Household shown: two children in nursery, England, standard tax code. Without nursery-age kids the £100,000 step disappears, but the 62% drag from £100k to £125,140 remains.
Until you type a figure, this is all someone else’s problem.
The chart above is the tax-rate story. There’s a second cliff at £100,000 that has nothing to do with tax rates — and for parents of nursery-age children, it’s usually the bigger number.
Take Priya. She earns £99,000, her partner earns £45,000, and they have two children in nursery. Today, two government schemes cover most of the cost: 30 funded hours per week per child during term time, plus Tax-Free Childcare adding £2 for every £8 she pays on top, up to £2,000 per child per year.

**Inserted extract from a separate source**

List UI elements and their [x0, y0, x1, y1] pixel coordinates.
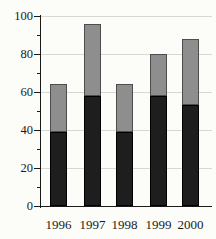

Her employer offers a £4,000 raise. On paper, she earns more. In practice, both schemes turn off the moment her adjusted net income crosses £100,000. Not gradually. Not tapered. On the first pound over.
| Full nursery fees (2 children) | £32,400 |
| − 30 funded hours (term-time, per child) | −£11,280 |
| − Tax-Free Childcare top-up (£2 per £8, capped £2,000/child) | −£4,000 |
| Amount due from family | £17,120 |
The £4,000 raise unlocks a £15,280 childcare bill that wasn’t there yesterday. The 62% marginal rate on the raise itself adds to the damage — but it’s a footnote next to the lost subsidies.
The fix is mechanical. A £4,000 pension sacrifice brings adjusted net income back under £100,000 and flips both schemes back on in full. Same raise, routed through a different lever. The nursery place comes back. Your numbers will differ — but the mechanism is the same for anyone in the band.